Speakers' Corner - Undergraduate teaching in General Practice. Your medical school needs you!
This month Joe Rosenthal, Senior Lecturer in General Practice & Sub-Dean for Community Based Teaching at UCL Medical School, gives us his view of undergraduate teaching in general practice.
Undergraduate education in general practice is under pressure and needs your help!
Between the 1980s and the early 2000s there was a major expansion in GP based undergraduate teaching. This welcome and necessary expansion has however slowed down, and recent evidence suggests that overall medical
student exposure to general practice has dropped in the last 10 years. The reason for this reduction is not resistance from medical schools who are generally keen to promote GP teaching. The problem is recruiting sufficient numbers of GPs willing and able to provide placements. Capacity for placing medical students in terms of space, time and energy is understandably being squeezed by the many competing demands on general practice, not only from clinical service but also the introduction of foundation placements in general practice and large increases in postgraduate teaching.
We must recognise however, that if we as a professional group do not engage
in the training of tomorrow’s doctors the future of our discipline may well be at risk.

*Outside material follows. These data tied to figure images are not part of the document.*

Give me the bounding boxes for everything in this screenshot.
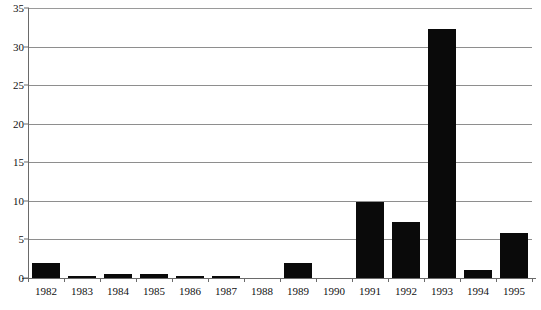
bar-slot: [388, 8, 424, 278]
x-axis-tick-mark: [208, 278, 209, 282]
y-axis-tick-label: 25: [13, 80, 24, 91]
x-axis-tick-label: 1983: [71, 285, 93, 298]
x-axis-tick-label: 1995: [503, 285, 525, 298]
bar-slot: [424, 8, 460, 278]
x-axis-tick-label: 1984: [107, 285, 129, 298]
bar: [428, 29, 456, 278]
bar-slot: [28, 8, 64, 278]
x-axis-tick-label: 1985: [143, 285, 165, 298]
x-axis-tick-mark: [64, 278, 65, 282]
bar-slot: [208, 8, 244, 278]
bar-slot: [352, 8, 388, 278]
x-axis-tick-label: 1992: [395, 285, 417, 298]
x-axis-tick-mark: [100, 278, 101, 282]
y-axis-tick-label: 20: [13, 118, 24, 129]
x-axis-tick-mark: [424, 278, 425, 282]
bar: [284, 263, 312, 278]
bar-slot: [172, 8, 208, 278]
y-axis-tick-mark: [24, 239, 29, 240]
bar-slot: [136, 8, 172, 278]
y-axis-tick-mark: [24, 162, 29, 163]
y-axis-tick-label: 30: [13, 41, 24, 52]
x-axis-tick-mark: [280, 278, 281, 282]
x-axis-tick-mark: [172, 278, 173, 282]
plot-area: [28, 8, 532, 278]
bar-chart: 05101520253035 1982198319841985198619871…: [0, 0, 541, 310]
x-axis-tick-mark: [136, 278, 137, 282]
y-axis-tick-mark: [24, 85, 29, 86]
x-axis-tick-mark: [532, 278, 533, 282]
x-axis-tick-mark: [460, 278, 461, 282]
x-axis-tick-mark: [28, 278, 29, 282]
bar: [500, 233, 528, 278]
y-axis-tick-label: 35: [13, 3, 24, 14]
bar: [32, 263, 60, 278]
y-axis-tick-mark: [24, 46, 29, 47]
x-axis-tick-mark: [496, 278, 497, 282]
y-axis-tick-mark: [24, 8, 29, 9]
y-axis-tick-mark: [24, 200, 29, 201]
x-axis-tick-label: 1994: [467, 285, 489, 298]
bar-slot: [280, 8, 316, 278]
x-axis-tick-label: 1988: [251, 285, 273, 298]
y-axis-tick-label: 10: [13, 195, 24, 206]
x-axis-tick-mark: [316, 278, 317, 282]
bar-slot: [244, 8, 280, 278]
x-axis-tick-label: 1993: [431, 285, 453, 298]
x-axis-tick-mark: [244, 278, 245, 282]
bar-slot: [460, 8, 496, 278]
x-axis-tick-label: 1990: [323, 285, 345, 298]
bar: [464, 270, 492, 278]
x-axis-tick-label: 1989: [287, 285, 309, 298]
x-axis-tick-labels: 1982198319841985198619871988198919901991…: [28, 285, 532, 305]
x-axis-tick-label: 1991: [359, 285, 381, 298]
x-axis-tick-mark: [352, 278, 353, 282]
y-axis-tick-label: 15: [13, 157, 24, 168]
bar: [356, 202, 384, 278]
bar-slot: [316, 8, 352, 278]
x-axis-tick-label: 1986: [179, 285, 201, 298]
x-axis-tick-label: 1987: [215, 285, 237, 298]
x-axis-tick-label: 1982: [35, 285, 57, 298]
bar-slot: [64, 8, 100, 278]
bar-slot: [496, 8, 532, 278]
x-axis-tick-marks: [28, 278, 532, 284]
y-axis-tick-mark: [24, 123, 29, 124]
bar-slot: [100, 8, 136, 278]
bar: [392, 222, 420, 278]
y-axis-tick-labels: 05101520253035: [0, 0, 24, 310]
x-axis-tick-mark: [388, 278, 389, 282]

Apart from our huge potential as GPs to teach medicine in its broadest sense to future doctors of all kinds we can also inform them in terms of their eventual career choices within medicine. UK general practice is facing a recruitment
crisis and the Department of Health has tasked Health Education England to ensure that 50% of UK graduates enter general practice training. Given that historically the proportion that enters general practice has fallen far short of this target, and the fact that morale in the profession is currently at a seriously low ebb, this is a tall order.

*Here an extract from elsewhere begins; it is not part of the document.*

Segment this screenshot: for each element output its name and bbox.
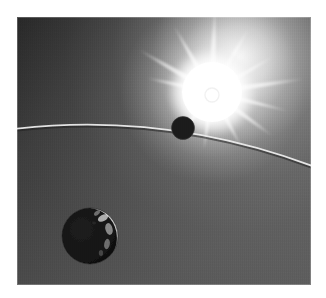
crescent-planet-layer <box>17 17 311 285</box>
screenshot-canvas: Planetary transit across a star Star Tra… <box>0 0 326 298</box>
illustration-frame <box>17 17 311 285</box>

The recent GP Taskforce report providing guidance on increasing GP numbers has made several useful recommendations amongst which the promotion of general practice as a career is arguably the most important. We need more doctors who want to be GPs. We know that undergraduate experiences shape career choices and that high quality undergraduate experiences in general practice encourage recruitment. This means we need more GPs to engage with their local medical schools to provide undergraduate placements and promote general practice as a positive career choice for students.
Can you help?
Benefits of undergraduate teaching
All medical schools provide payment for medical student teaching. The schools receive funding which is set nationally by the Department of Health (DH) and allocated locally via Health Education England (HEE). Whilst it is sadly true that payments for GP teaching have not increased for several years, the income from regular teaching can still be reasonably rewarding. These payments are currently under review nationally and we hope that they will increase in due course. There are however several other benefits to practices who get involved. Studies have shown that GPs involved in teaching find that having students in the practice gives them a sense of variety, achievement and enhanced self-esteem. GPs and other members of the practice involved in teaching feel more confident in their professional roles and the team ethic within the practice is strengthened. Patients have also been reported to feel more included in their care and to have enjoyed hearing their condition being discussed with the students. We also know that students value practice based learning, seeing common illnesses, chronic conditions and a variety of consulting styles.
There is no doubt that this morale boost is in part due to the contact with bright, enthusiastic students but teaching also reinforces knowledge and clinical skills that can lead to measurable benefit in patient care and help protect against burnout.
What to do now?
If you feel you could offer even occasional placements for medical students in your practice now is the time to raise your hand.
You can start by making contact with your local university medical school (see below). They will be able to explain the opportunities available and offer you the training needed for you to get involved. Here are the contacts for the GP teaching leads at all five London medical schools:
- Barts & the London – s.nicholson@qmul.ac.uk
- Imperial College London – sonia.kumar@imperial.ac.uk
- Kings College London – anne.stephenson@kcl.ac.uk
- St George’s University of London – abrown@sgul.ac.uk
- UCL – j.rosenthal@ucl.ac.uk
We should all be delighted to hear from you!